Say cheese!

Big Apple Pizza & Subs in Sparks serves authentic Philly/Naples style pizza.

Big Apple Pizza & Subs in Sparks serves authentic Philly/Naples style pizza.

By Todd Upton

Big Apple Pizza & Subs

720 Baring Blvd.
Sparks, NV 89434

(775) 359-9000

In a world full of mass-produced, cookie-cutter corporate restaurants unleashing platefuls of culinary crime on the GI tracts of an unsuspecting public, honest and pure natural food has become an endangered species.

It seems as though the masses don’t know or don’t care about what they’re actually putting into their bodies—hormones in meat, steroids, antibiotics, petrochemical pesticides and herbicides. Then we wonder why diseases like cancer and diabetes are so prevalent in our society. If we eat a bunch of crap, is it any surprise when we feel like a bunch of crap?

With that in mind, I checked out Big Apple Pizza and Subs in Sparks. The place is cute and clean, just like a place I would want to bring my mom. And most importantly, they only use the freshest and cleanest ingredients.

A flier on the counter explained how Big Apple follows most of the Neapolitan Pizza guidelines set by the Agricultural Ministry of Italy. These guidelines state that certain ingredients and techniques must be used to make traditional pizza just like it has been for many generations in Italy—from the dough made with a biga—to the type of tomatoes and the kind of oven. They are currently working on getting a wood-burning oven, which will be the final authentication for making traditional specialty pizza made the way it is made in Naples—Italian-style pizza’s place of origin.

Big Apple makes its own mozzarella cheese straight from curd. It makes me feel good to know that there are still people out there who care about good quality food made with the freshest ingredients.

While I was in the restaurant, I had a chance to speak with co-owner Jeanine Morgan. She hails from Philadelphia. In 2003, her and husband, Todd, brought their successful East Coast pizza operation to Reno. With it, they brought a legacy of quality driven cookery.

Whatever the case may be with the Morgans and Big Apple Pizza, Reno should embrace their family-style establishment and realize that it’s the little guys like Big Apple who give Reno that small-town feel, not the strips of chains with their huge mega-jars of tomato paste and factory-ready dough that take our money away from us and send it to a corporate headquarters on the other side of the country. Eating at places like Big Apple is like reinvesting in our own community. I hope the Morgans stick around to reap the benefits.
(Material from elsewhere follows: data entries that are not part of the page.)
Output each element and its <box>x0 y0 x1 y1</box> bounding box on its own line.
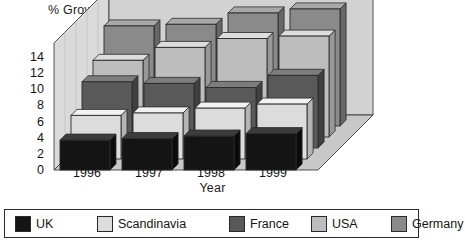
x-axis-tick-1999: 1999 <box>259 166 287 180</box>
y-axis-tick-14: 14 <box>30 51 44 64</box>
bar-side-face <box>318 69 324 148</box>
legend-item-germany[interactable]: Germany <box>391 216 465 232</box>
legend-item-scandinavia[interactable]: Scandinavia <box>97 216 188 232</box>
bar-top-face <box>206 81 262 87</box>
y-axis-tick-6: 6 <box>37 116 44 129</box>
legend-item-uk[interactable]: UK <box>15 216 55 232</box>
bar-side-face <box>329 30 335 137</box>
legend-label: France <box>250 217 289 231</box>
legend-swatch-icon <box>391 216 407 232</box>
bar-top-face <box>93 54 149 60</box>
bar-top-face <box>279 30 335 36</box>
bar-top-face <box>122 133 178 139</box>
legend-swatch-icon <box>97 216 113 232</box>
bar-top-face <box>166 18 222 24</box>
x-axis-title: Year <box>0 181 425 195</box>
bar-top-face <box>82 76 138 82</box>
bar-top-face <box>155 41 211 47</box>
bar-uk-1999 <box>246 128 302 170</box>
bar-side-face <box>340 3 346 126</box>
y-axis-tick-4: 4 <box>37 132 44 145</box>
bar-side-face <box>307 98 313 159</box>
legend-item-france[interactable]: France <box>229 216 291 232</box>
bar-top-face <box>268 69 324 75</box>
y-axis-tick-0: 0 <box>37 164 44 177</box>
bar-top-face <box>133 107 189 113</box>
x-axis-tick-1997: 1997 <box>135 166 163 180</box>
x-axis-tick-1998: 1998 <box>197 166 225 180</box>
x-axis-tick-1996: 1996 <box>73 166 101 180</box>
bar-top-face <box>217 33 273 39</box>
x-axis-tick-labels: 1996199719981999 <box>46 166 404 182</box>
y-axis-tick-12: 12 <box>30 67 44 80</box>
y-axis-tick-8: 8 <box>37 99 44 112</box>
bar-top-face <box>246 128 302 134</box>
bar-side-face <box>234 130 240 170</box>
legend-item-usa[interactable]: USA <box>311 216 360 232</box>
bar-top-face <box>60 134 116 140</box>
legend-label: UK <box>36 217 53 231</box>
legend-swatch-icon <box>229 216 245 232</box>
bar-side-face <box>296 128 302 170</box>
bar-front-face <box>246 134 296 170</box>
bar-uk-1996 <box>60 134 116 170</box>
legend-label: Germany <box>412 217 463 231</box>
chart-legend: UKScandinaviaFranceUSAGermany <box>4 209 419 238</box>
bar-top-face <box>257 98 313 104</box>
bar-top-face <box>144 77 200 83</box>
legend-swatch-icon <box>311 216 327 232</box>
bar-front-face <box>184 136 234 170</box>
chart-3d-stage <box>46 28 404 180</box>
bar-top-face <box>195 102 251 108</box>
bar-top-face <box>71 109 127 115</box>
y-axis-tick-labels: 14121086420 <box>20 28 44 180</box>
legend-label: USA <box>332 217 358 231</box>
plot-area <box>46 28 404 180</box>
bar-top-face <box>228 7 284 13</box>
bar-top-face <box>184 130 240 136</box>
bar-uk-1998 <box>184 130 240 170</box>
legend-swatch-icon <box>15 216 31 232</box>
legend-label: Scandinavia <box>118 217 186 231</box>
bar-top-face <box>290 3 346 9</box>
bar-uk-1997 <box>122 133 178 171</box>
y-axis-tick-2: 2 <box>37 148 44 161</box>
bar-top-face <box>104 20 160 26</box>
y-axis-tick-10: 10 <box>30 83 44 96</box>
Meanwhile, Jeanine talked me into ordering some Stromboli for $10.99, made with onions, peppers, homemade mozzarella and meatballs wrapped in their homemade pizza dough, served with a side of marinara sauce for dipping. The thing was huge. I can’t believe I almost ate the whole thing!

The Stromboli at Big Apple wasn’t a soggy mess like other Stromboli I have had in the past. The dough was light and crispy but held its own. The fillings were fresh, with a slight chewiness from the mozzarella cheese. The marinara was made just right, with hints of garlic and oregano speaking up just when they’re supposed to.